June 9 (Reuters) – The S&P 500 and Nasdaq hit fresh 2023 highs on Friday before paring some gains, as a jump in Tesla and technology stocks outweighed jitters around the Federal Reserve’s policy outcome and inflation data next week.
Tesla Inc shares (TSLA.O) climbed 4.9% and were set for their longest winning streak since January 2021, after General Motors (GM.N) agreed to use the company’s Supercharger network. GM shares (GM.N) rose 2.5%.
The benchmark S&P 500 (.SPX) closed Thursday 20% above its Oct. 12 finishing low, heralding the start of a new bull market as defined by some market participants.
A rally in megacap stocks, better-than-expected earnings season and expectations that the Fed was nearing the end of its rate-hiking cycle have supported Wall Street this year despite concerns about a looming recession and sticky inflation.
“The overall tone of the market is based on the idea that the Fed will pause its increases,” said Rick Meckler, partner at Cherry Lane Investments. “As it pauses, the broader market will start to rally and maybe catch up with the large-cap tech stocks that have led the way up until now.”
Shares in tech companies including Apple Inc (AAPL.O), Microsoft Corp (MSFT.O), Advanced Micro Devices (AMD.O) and Nvidia Corp (NVDA.O) rose between 0.3% and 3.2% after retreating earlier this week.
Traders see a 72% chance of the U.S. central bank holding interest rates at the current 5%-5.25% range in its June 13-14 policy meeting, according to CMEGroup’s Fedwatch tool.
Consumer prices data on Tuesday will help shape expectations around further moves by the Fed, with traders already pricing in a 50% chance of another 25-basis-point rate hike in July.
“Some of what has been supporting equities is resilient economic data. But to the extent that inflation remains elevated, the Fed may have to do a little bit more,” said Roosevelt Bowman, senior investment strategist at Bernstein Private Wealth Management.
The CBOE Volatility index (.VIX), commonly known as Wall Street’s fear gauge, edged up after sinking to a fresh pre-pandemic level of 13.53 points on Thursday.
At 12:04 p.m. ET, the Dow Jones Industrial Average (.DJI) was down 9.22 points, or 0.03%, at 33,824.39, the S&P 500 (.SPX) was up 3.26 points, or 0.08%, at 4,297.19, and the Nasdaq Composite (.IXIC) was up 18.88 points, or 0.14%, at 13,257.41.
Target Corp (TGT.N) slipped 2.0% after Citi downgraded the big-box retailer to “neutral”, saying sales could fall further this year amid a challenging macro backdrop.
Adobe Inc (ADBE.O) added 4.5% after Wells Fargo upgraded it to “overweight”, saying the Photoshop software maker was poised to benefit from the generative AI boom.
Netflix Inc (NFLX.O) gained 2.5% following a report that its subscriptions jumped after the streaming giant’s crackdown on password sharing.
Declining issues outnumbered advancers by a 1.56-to-1 ratio on the NYSE and a 1.61-to-1 ratio on the Nasdaq.
The S&P index recorded 13 new 52-week highs and five new lows, while the Nasdaq recorded 69 new highs and 32 new lows.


## What is expected
Read through the lines below and copy the ones holding the string "dome".

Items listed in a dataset
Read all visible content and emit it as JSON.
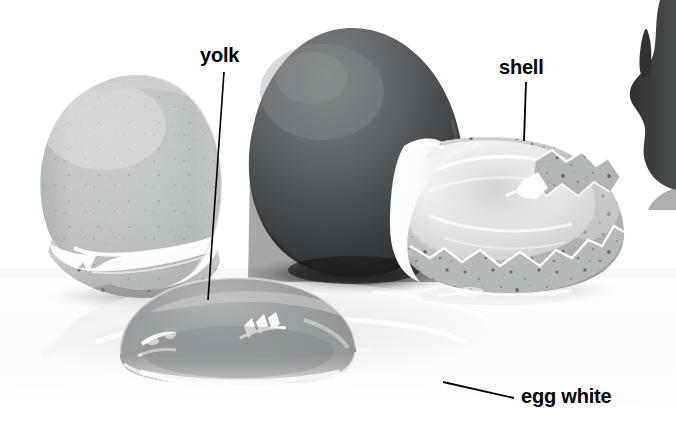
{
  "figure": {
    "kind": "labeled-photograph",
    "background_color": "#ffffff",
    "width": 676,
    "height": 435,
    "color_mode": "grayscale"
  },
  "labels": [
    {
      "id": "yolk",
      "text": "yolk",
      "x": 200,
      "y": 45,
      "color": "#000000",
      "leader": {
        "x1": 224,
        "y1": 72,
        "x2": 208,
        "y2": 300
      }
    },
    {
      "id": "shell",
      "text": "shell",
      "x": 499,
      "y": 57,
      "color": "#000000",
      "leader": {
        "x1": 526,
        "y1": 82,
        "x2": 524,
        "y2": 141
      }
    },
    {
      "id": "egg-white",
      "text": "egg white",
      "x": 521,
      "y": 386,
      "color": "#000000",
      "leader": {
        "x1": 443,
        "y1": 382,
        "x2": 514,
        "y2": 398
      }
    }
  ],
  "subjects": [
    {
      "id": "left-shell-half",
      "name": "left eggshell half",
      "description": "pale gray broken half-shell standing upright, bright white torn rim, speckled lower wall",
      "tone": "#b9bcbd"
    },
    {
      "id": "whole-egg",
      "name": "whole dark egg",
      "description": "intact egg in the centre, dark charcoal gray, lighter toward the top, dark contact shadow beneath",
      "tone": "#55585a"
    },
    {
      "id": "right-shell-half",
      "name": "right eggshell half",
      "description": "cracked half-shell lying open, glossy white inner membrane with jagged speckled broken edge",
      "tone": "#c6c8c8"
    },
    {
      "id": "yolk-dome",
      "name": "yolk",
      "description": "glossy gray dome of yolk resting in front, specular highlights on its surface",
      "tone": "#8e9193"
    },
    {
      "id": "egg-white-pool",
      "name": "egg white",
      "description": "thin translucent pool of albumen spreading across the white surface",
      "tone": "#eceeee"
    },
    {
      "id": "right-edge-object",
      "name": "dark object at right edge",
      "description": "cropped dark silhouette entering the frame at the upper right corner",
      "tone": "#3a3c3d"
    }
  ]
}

--

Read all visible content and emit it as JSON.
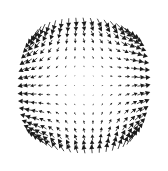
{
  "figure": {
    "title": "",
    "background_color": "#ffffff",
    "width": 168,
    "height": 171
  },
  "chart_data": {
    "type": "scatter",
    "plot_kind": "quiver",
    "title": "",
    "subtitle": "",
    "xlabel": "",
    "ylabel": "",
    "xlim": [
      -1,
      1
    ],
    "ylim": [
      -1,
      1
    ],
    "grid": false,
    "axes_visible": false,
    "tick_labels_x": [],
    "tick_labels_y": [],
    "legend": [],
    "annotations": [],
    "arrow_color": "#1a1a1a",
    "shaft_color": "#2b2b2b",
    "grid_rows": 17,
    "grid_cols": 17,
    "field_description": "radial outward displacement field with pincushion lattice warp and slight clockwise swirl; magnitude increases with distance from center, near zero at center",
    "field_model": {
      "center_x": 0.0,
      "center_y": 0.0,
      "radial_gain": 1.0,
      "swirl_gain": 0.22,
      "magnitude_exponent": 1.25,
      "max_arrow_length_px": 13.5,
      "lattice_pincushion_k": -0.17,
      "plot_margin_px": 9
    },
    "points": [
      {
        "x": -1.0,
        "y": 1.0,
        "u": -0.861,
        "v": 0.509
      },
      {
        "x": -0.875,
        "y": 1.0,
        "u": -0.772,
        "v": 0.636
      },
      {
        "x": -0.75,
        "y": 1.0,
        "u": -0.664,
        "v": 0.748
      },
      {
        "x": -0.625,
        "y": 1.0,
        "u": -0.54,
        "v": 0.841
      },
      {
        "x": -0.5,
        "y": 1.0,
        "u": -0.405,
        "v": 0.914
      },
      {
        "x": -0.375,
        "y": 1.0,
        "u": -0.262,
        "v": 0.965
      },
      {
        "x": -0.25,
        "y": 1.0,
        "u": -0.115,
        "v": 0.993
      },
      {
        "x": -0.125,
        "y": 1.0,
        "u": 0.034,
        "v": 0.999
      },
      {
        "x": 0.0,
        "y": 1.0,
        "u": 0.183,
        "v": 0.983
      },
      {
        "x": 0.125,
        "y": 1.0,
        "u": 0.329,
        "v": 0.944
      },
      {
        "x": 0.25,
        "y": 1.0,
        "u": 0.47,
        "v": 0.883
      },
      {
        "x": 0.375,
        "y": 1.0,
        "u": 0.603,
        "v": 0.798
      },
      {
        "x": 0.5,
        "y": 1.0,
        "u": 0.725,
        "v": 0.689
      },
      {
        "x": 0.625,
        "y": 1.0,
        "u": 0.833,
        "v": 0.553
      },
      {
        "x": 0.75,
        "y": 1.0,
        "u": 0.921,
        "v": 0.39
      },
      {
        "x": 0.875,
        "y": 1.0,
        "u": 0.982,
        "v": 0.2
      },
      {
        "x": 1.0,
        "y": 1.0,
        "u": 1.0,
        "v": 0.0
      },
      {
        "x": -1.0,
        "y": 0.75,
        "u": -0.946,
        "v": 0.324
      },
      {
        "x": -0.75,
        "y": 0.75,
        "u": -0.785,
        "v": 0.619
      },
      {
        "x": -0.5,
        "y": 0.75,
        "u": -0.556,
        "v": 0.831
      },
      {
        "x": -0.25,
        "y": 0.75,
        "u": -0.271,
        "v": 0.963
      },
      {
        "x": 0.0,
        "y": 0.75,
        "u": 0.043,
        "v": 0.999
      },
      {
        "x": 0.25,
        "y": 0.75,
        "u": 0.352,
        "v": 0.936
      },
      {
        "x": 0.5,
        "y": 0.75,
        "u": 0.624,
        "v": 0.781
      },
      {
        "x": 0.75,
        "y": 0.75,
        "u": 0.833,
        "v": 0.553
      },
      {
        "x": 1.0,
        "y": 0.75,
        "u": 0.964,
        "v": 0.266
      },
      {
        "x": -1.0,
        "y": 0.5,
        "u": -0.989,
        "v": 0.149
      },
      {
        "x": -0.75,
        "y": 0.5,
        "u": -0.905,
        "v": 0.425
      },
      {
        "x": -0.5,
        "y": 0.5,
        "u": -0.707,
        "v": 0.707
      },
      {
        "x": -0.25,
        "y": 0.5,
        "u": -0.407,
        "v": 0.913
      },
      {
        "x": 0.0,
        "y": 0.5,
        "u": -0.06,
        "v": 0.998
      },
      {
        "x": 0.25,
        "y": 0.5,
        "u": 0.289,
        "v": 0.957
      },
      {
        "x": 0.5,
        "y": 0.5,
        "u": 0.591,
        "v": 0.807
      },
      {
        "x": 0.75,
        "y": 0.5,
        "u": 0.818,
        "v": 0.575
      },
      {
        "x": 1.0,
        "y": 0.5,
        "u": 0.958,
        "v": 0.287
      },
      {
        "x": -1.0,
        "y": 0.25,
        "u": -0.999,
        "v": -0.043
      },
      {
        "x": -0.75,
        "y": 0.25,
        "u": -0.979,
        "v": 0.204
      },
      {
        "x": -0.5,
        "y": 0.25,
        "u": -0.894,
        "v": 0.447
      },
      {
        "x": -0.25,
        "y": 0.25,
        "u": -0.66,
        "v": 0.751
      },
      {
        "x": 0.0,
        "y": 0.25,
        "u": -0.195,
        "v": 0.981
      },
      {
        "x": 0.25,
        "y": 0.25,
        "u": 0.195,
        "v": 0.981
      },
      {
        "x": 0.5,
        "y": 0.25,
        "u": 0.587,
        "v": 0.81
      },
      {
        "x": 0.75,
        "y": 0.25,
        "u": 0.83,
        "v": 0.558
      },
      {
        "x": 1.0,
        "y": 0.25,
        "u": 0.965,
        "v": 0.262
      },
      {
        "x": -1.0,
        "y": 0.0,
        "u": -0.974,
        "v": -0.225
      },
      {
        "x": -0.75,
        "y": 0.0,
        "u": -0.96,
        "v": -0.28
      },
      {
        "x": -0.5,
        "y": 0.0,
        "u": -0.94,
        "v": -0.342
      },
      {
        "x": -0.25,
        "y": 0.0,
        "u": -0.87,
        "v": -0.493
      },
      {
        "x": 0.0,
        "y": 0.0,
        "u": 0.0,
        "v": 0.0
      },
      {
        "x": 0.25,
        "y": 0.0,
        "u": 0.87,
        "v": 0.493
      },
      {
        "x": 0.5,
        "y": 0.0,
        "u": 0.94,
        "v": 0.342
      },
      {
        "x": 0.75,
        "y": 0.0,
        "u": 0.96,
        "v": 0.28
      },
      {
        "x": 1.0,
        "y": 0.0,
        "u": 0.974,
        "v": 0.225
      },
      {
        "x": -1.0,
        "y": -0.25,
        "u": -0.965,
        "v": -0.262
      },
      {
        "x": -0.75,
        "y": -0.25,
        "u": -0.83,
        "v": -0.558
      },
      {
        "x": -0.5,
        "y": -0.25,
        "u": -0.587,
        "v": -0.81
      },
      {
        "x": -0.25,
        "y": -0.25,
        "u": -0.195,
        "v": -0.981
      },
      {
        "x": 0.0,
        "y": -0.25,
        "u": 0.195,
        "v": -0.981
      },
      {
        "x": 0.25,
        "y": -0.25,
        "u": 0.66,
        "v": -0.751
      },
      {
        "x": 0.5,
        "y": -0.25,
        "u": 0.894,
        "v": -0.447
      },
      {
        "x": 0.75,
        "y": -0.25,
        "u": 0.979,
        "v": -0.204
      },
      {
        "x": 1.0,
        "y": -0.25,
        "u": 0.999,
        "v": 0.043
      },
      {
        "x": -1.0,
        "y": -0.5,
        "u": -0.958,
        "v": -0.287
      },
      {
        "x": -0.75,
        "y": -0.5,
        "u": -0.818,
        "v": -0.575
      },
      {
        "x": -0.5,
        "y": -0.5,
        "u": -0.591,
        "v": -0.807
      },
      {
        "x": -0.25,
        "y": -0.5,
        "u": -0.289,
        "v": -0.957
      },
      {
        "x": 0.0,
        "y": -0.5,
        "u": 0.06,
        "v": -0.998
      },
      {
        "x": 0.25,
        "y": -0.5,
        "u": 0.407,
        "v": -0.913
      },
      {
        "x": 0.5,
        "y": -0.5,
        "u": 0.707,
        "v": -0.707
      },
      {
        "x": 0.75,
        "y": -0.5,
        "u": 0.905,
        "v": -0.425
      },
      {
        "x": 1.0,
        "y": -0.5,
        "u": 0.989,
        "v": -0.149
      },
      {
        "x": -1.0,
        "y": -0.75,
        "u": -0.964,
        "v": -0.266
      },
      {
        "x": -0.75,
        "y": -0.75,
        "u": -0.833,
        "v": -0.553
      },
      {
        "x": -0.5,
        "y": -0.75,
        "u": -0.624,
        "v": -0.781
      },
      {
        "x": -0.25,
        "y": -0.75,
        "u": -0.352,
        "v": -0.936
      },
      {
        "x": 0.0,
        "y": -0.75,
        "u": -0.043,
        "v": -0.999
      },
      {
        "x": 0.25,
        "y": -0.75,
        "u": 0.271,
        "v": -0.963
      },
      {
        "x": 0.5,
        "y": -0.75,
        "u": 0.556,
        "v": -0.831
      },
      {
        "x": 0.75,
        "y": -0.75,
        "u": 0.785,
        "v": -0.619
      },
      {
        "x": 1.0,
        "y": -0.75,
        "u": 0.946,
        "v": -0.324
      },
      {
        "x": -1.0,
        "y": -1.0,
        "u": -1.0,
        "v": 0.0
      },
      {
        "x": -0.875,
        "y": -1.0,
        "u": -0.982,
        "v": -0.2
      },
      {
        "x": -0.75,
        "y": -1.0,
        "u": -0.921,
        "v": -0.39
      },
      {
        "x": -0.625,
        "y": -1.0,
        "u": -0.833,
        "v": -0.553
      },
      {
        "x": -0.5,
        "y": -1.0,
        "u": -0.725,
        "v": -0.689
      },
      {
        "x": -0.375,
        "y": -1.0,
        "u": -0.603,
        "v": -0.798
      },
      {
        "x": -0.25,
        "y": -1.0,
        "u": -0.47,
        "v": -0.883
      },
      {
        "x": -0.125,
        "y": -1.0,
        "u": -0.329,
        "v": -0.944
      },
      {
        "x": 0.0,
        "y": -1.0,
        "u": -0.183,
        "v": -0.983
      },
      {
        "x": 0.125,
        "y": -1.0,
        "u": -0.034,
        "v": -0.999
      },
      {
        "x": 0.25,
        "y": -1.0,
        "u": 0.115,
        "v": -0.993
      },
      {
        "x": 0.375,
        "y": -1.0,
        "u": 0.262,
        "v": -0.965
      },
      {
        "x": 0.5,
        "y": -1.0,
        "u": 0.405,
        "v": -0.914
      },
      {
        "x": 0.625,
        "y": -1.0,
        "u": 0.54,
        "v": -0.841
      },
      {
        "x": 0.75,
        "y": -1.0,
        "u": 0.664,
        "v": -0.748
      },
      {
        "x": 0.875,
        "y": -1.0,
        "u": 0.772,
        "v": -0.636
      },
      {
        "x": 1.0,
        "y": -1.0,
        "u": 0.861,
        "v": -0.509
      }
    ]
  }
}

## Solution below
      "id": "yolk-dome",
      "description": "glossy gray dome of yolk resting in front, specular highlights on its surface",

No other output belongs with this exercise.